Vael snorted from the doorway. “Sure, you’re not. And I’m Inera’s chosen moonmaiden.”
Quil huffed a laugh into his hand, though his eyes stayed hard on me.“Just… go get ready for bed and come over here.”
I smirked and started undressing, pulling on a nightgown before climbing into bed with him.
Vael blinked. “So you’re still doing that, I see…”
I arched a brow. “Doing what?”
“Leaving a breadcrumb trail of garments through every room you touch,” he said, voice mild but edged.
“I’ll go pick them all up for her,” Quil said, smiling. “Strip away, sweetheart.”
“You’re enabling her bad behavior. You’re a bad influence, Ashborne.”
“You’re genuinely trying to stop our girl from taking her clothes off?”
Vael paused before speaking again. “Not sure I can still call her ‘my girl’.”
“You can,” I said softly. “You just… don’t.”
Vael’s mouth tightened. “Rowena, I…”
“Not here,” I cut him off, shaking my head. “Not now. Let’s just… stick a pin in it. Come back to it later.”
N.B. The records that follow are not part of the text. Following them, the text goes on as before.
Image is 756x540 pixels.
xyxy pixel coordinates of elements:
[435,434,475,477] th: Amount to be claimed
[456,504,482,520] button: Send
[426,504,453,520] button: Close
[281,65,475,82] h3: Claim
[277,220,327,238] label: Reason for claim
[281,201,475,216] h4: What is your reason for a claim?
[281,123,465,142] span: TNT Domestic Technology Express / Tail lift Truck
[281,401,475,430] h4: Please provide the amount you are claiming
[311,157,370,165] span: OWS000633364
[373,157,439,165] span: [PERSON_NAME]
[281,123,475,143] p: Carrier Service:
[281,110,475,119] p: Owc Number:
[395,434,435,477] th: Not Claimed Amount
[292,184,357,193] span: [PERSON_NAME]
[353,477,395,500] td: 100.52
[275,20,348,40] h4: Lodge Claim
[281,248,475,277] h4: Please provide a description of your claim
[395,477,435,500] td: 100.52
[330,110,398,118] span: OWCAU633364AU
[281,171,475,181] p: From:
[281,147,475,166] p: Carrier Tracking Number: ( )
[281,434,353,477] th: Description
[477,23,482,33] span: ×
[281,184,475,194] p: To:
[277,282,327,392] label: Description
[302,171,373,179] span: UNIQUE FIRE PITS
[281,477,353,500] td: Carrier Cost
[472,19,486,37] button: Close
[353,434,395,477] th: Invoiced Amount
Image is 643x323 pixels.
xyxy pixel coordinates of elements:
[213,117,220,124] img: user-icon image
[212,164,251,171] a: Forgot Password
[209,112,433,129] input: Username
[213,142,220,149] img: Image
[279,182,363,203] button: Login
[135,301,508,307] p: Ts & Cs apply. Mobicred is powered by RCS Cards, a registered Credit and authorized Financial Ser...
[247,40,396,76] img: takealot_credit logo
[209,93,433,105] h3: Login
I left the clothes where they fell, and Vael smirked, walking around to scoop them all up and leave them in one place.
I looked around to make sure I had everything, frowning because something was missing. I had my pillows, my pajamas… oh right. Pip.
I hadn’t fully unpacked yet, but he was in my bag, so I hurried out to the living room, grabbing him from the front pocket of my bag, and went just as quickly back to bed.
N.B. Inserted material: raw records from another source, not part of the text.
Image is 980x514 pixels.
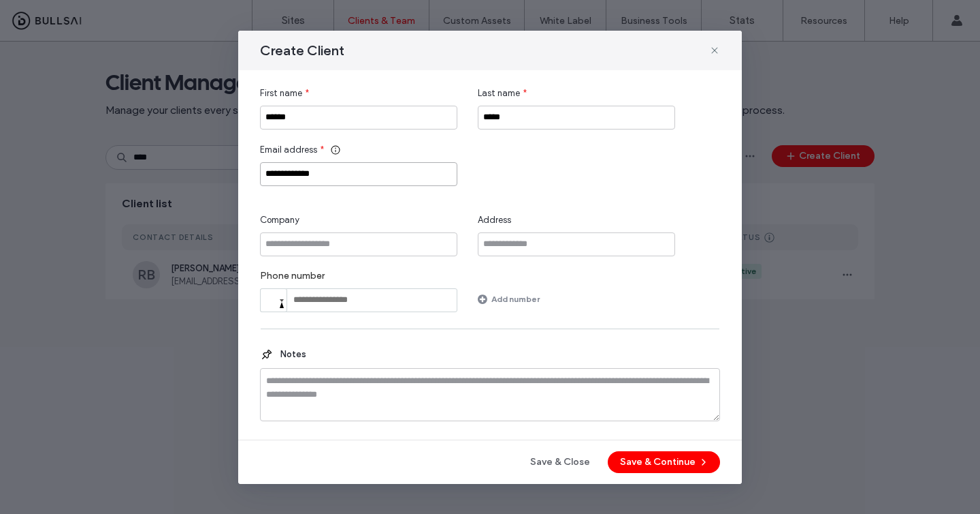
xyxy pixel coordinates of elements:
input: First name [260,105,458,129]
span: Help [31,10,59,22]
span: First name [260,87,302,100]
span: Last name [478,87,520,100]
span: Address [478,214,511,227]
span: Notes [273,348,306,361]
span: Create Client [260,42,345,59]
button: Save & Continue [608,451,720,472]
span: Email address [260,143,318,157]
span: Company [260,214,299,227]
input: Company [260,232,458,256]
button: Save & Close [518,451,602,472]
input: Address [478,232,675,256]
input: Email address [260,162,458,186]
label: Phone number [260,270,458,288]
input: Last name [478,105,675,129]
label: Add number [491,287,540,311]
Quil looked at me quizzically, and I wiggled Pip in front of me. His face split into a soft grin. “You’re adorable, you know that?”
I climbed into bed with Quil, who automatically slid closer. I tucked Pip up on one of the pillows.
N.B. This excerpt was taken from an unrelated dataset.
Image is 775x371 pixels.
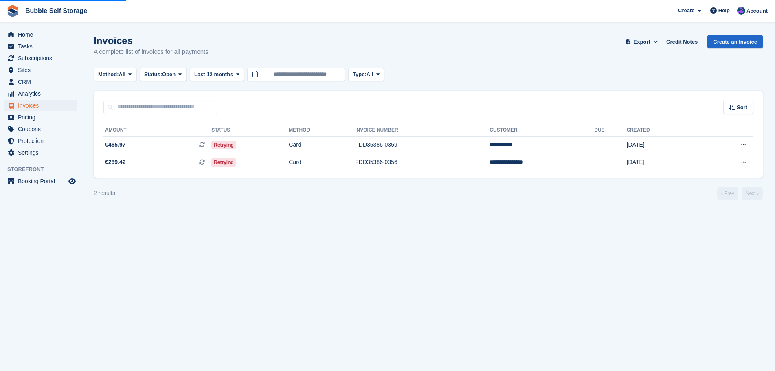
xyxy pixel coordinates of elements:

His arm curled around me, slow and heavy, pulling me closer like I was a blanket he could wrap himself in.
“I could get used to sleeping like this,” he murmured. “With someone beside me.”
“You’re not asleep yet,” I whispered.
“I’m getting there.”
I felt the slow drift of his breath. The gradual slackening of his grip. His heart was slowing. His body settling into that in-between place—the edge of dreams, the moment before sleep claimed him completely.
He nuzzled into my hair. Murmured something too soft to catch.
And then he stilled.
Quil Ashborne. Hunter. Killer. Monster.
Fast asleep in my bed, wrapped around me like I was the safest thing in the world.
A soft scoff broke the silence. I opened my eyes just enough to see Vael standing at the foot of the bed, shaking his head. “Unbelievable. Out cold already,” he muttered, though his voice was gentler than the words. He doused the lamp, then slipped onto the mattress at my other side.
I lay there a while. Long enough to memorize Quil’s weight, the curve of his arm around my waist, the way his breath warmed the back of my neck in slow, even pulses. And long enough to feel the faint shift of the mattress as Vael finally settled, turned just enough that his shoulder brushed mine.
I let myself drift as well. For at least a few hours. It was so warm. And I was exhausted.